After the destruction of Worthington Force, an enraged Guy Simonds ordered GOC 4th Canadian Armoured Division, George Kitching, to take Hill 195.  The division commander passed the order onto OC 10th Brigade, J.C. Jefferson. who in turn passed it on to Lt-Col Dave Stewart, CO of the Argyll & Sutherland Highlanders.  “I mentally wrote the Argylls off, as well as myself” recalled Stewart.

With the fate of the Black Watch on Verrières Ridge in mind, Stewart began his planning process with a map recce.  He found a concealed route through the German lines to well up the slope of the feature from an unexpected direction.  Bringing his scout platoon with him, Stewart reconnoitered the route, and dropped off members of the platoon as guides on the way back.  Stewart’s plan was to lead the Argylls in single file back along the route in darkness, infiltrate the German position, and occupy Hill 195 silently.  Routine sounds of battle would, hopefully, cover the sound of five hundred men tromping in the darkness and banging shovels into rifles.

Stepping of at midnight 10/11 August, the Argylls with “an almost incredible smoothness” occupied Hill 195.  The companies were deployed around the summit, and the troops began digging in by 04:30.  Over one hundred Germans occupying the feature were surprised and captured.  Stewart contrived to bring along a troop of 17 pdr anti-tank guns, and sited them to enfilade the most likely route of a tank assault.

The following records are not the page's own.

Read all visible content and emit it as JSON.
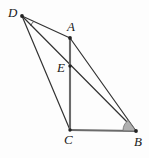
{
  "figure": {
    "kind": "geometry-diagram",
    "background_color": "#fdfdfd",
    "stroke_color": "#333333",
    "emphasis_stroke_color": "#6b6b6b",
    "angle_fill_color": "#b0b0b0",
    "label_color": "#1a1a1a",
    "points": [
      {
        "id": "D",
        "label": "D",
        "x": 22,
        "y": 16,
        "label_x": 8,
        "label_y": 6
      },
      {
        "id": "A",
        "label": "A",
        "x": 70,
        "y": 38,
        "label_x": 67,
        "label_y": 20
      },
      {
        "id": "E",
        "label": "E",
        "x": 70,
        "y": 66,
        "label_x": 57,
        "label_y": 61
      },
      {
        "id": "C",
        "label": "C",
        "x": 70,
        "y": 130,
        "label_x": 64,
        "label_y": 133
      },
      {
        "id": "B",
        "label": "B",
        "x": 136,
        "y": 131,
        "label_x": 134,
        "label_y": 135
      }
    ],
    "segments": [
      {
        "id": "DA",
        "from": "D",
        "to": "A",
        "style": "thin"
      },
      {
        "id": "DC",
        "from": "D",
        "to": "C",
        "style": "thin"
      },
      {
        "id": "DB",
        "from": "D",
        "to": "B",
        "style": "thin"
      },
      {
        "id": "AB",
        "from": "A",
        "to": "B",
        "style": "thin"
      },
      {
        "id": "CB",
        "from": "C",
        "to": "B",
        "style": "thick"
      },
      {
        "id": "AC",
        "from": "A",
        "to": "C",
        "style": "thick"
      }
    ],
    "angle_marks": [
      {
        "id": "angle-at-D",
        "vertex": "D",
        "type": "arc",
        "radius": 13
      },
      {
        "id": "angle-at-B",
        "vertex": "B",
        "type": "filled-sector",
        "radius": 13
      }
    ]
  }
}
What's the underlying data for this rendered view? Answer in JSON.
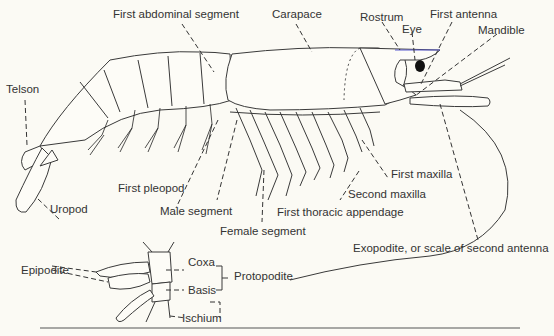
{
  "figure": {
    "colors": {
      "background": "#fbfaf4",
      "ink": "#333333",
      "eye": "#111111",
      "rostrum_accent": "#5a5ad0"
    },
    "labels": {
      "first_abdominal_segment": "First abdominal segment",
      "carapace": "Carapace",
      "rostrum": "Rostrum",
      "eye": "Eye",
      "first_antenna": "First antenna",
      "mandible": "Mandible",
      "telson": "Telson",
      "uropod": "Uropod",
      "first_pleopod": "First pleopod",
      "male_segment": "Male segment",
      "female_segment": "Female segment",
      "first_thoracic_appendage": "First thoracic appendage",
      "second_maxilla": "Second maxilla",
      "first_maxilla": "First maxilla",
      "exopodite_scale": "Exopodite, or scale of second antenna"
    },
    "inset": {
      "title": "Thoracic appendage base detail",
      "labels": {
        "epipodite": "Epipodite",
        "coxa": "Coxa",
        "basis": "Basis",
        "protopodite": "Protopodite",
        "ischium": "Ischium"
      }
    }
  }
}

Hill 195 was not a bald knob.  Located in the center of the German line, it had trees, scrub, hedges, and a wheat field for concealment.  It lacked much cover, and chalk bedrock lay less than two feet below the surface. Slit trenches were shallow.  When the sun came up and the Germans realized that Canadians held the dominant feature of their line, they tried to dislodge them with artillery and mortar fire.  When that didn’t work, tank and infantry assaults were launched from the direction Stewart expected.  The 17 pdrs left the tanks smoking wrecks, and machine guns made short work of the German infantry.  Canadian field artillery and Typhoons shot up an assembly area where heavy German tanks were massing.

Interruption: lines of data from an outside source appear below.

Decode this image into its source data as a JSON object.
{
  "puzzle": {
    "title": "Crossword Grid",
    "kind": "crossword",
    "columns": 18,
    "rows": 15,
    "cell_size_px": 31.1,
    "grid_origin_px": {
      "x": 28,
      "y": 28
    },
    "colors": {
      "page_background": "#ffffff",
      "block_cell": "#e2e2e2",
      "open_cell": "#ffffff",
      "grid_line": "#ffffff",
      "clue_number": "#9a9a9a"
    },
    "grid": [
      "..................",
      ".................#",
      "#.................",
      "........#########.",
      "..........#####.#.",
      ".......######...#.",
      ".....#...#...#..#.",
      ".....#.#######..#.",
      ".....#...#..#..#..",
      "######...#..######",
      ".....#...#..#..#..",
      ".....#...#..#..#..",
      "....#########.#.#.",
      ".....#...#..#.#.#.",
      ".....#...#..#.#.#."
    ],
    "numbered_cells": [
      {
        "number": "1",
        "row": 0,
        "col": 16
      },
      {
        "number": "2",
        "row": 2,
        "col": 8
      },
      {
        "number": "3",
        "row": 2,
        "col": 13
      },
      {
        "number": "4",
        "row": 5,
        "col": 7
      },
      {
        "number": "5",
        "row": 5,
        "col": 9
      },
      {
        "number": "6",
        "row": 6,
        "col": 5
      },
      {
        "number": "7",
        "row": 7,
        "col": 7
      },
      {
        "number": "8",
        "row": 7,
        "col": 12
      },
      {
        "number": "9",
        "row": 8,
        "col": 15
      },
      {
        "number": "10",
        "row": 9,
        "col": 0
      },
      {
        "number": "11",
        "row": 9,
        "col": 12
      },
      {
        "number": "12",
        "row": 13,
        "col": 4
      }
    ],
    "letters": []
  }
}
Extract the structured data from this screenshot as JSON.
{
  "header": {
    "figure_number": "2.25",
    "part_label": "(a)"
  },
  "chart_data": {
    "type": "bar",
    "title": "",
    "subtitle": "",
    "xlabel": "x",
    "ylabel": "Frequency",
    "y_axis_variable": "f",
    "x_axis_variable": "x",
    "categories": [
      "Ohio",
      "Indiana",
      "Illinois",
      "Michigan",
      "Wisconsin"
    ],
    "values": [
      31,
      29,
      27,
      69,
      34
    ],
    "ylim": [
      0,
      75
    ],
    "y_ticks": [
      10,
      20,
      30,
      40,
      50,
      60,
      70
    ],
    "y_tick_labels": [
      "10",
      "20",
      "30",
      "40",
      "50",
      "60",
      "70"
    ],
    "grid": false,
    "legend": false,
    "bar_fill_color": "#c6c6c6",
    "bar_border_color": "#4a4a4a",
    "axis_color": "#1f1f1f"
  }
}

With their main line of resistance breached, the Germans pulled back closer to Falaise.

Operation Tractable was launched on August 14.  It was another Simonds special.  This time, eight hundred Lancasters would bomb targets along the road from Hill 195 to Falaise.  Then, at noon, the 3rd Infantry and 4th Canadian Armoured Divisions, forming a main effort, would strike southwards cross-country two miles east of the road.  They would cross the Laison River, and bear down on Points 184, 115, and 159 north-east of Falaise. (The aerial bombardment savoured of a ruse, but the Germans weren’t fooled.  Captured documents told the Germans where the main effort was.)  A heavy smoke screen was used to impair the effectiveness of long range German anti-tank and machine gun fire. Of course, some of the bombs landed in Canadian and Polish lines and caused about four hundred casualties.  

Tractable was another heavy slog.  It took until the 16th to push the six miles from east of Hill 195 into Falaise, and another two days to clear the town.  But taking Falaise was not enough to close the gap.  The places of real tactical significance were two small villages seven miles south east of Falaise: Trun and Chambois.  These were to be taken by 4th Div and the 1st Polish Armoured.  These two armoured divisions thrust south on August 16th while Falaise was still being cleared.

Suddenly, a spark of generalship appeared.  The commander of the 1st Polish, General Stanislaw Maczek, swung east and outflanked German defenses.  Then, he split his division into three battle groups, sending one in rear of Trun, one to Hill 262, and one to Chambois, all in the German rear.  Aided by the Poles, 4th Div captured Trun on the 18th.

The final drama was to occur at St. Lambert-sur-Dives and Hill 262, where the Canadians and the Poles would choke the gap closed.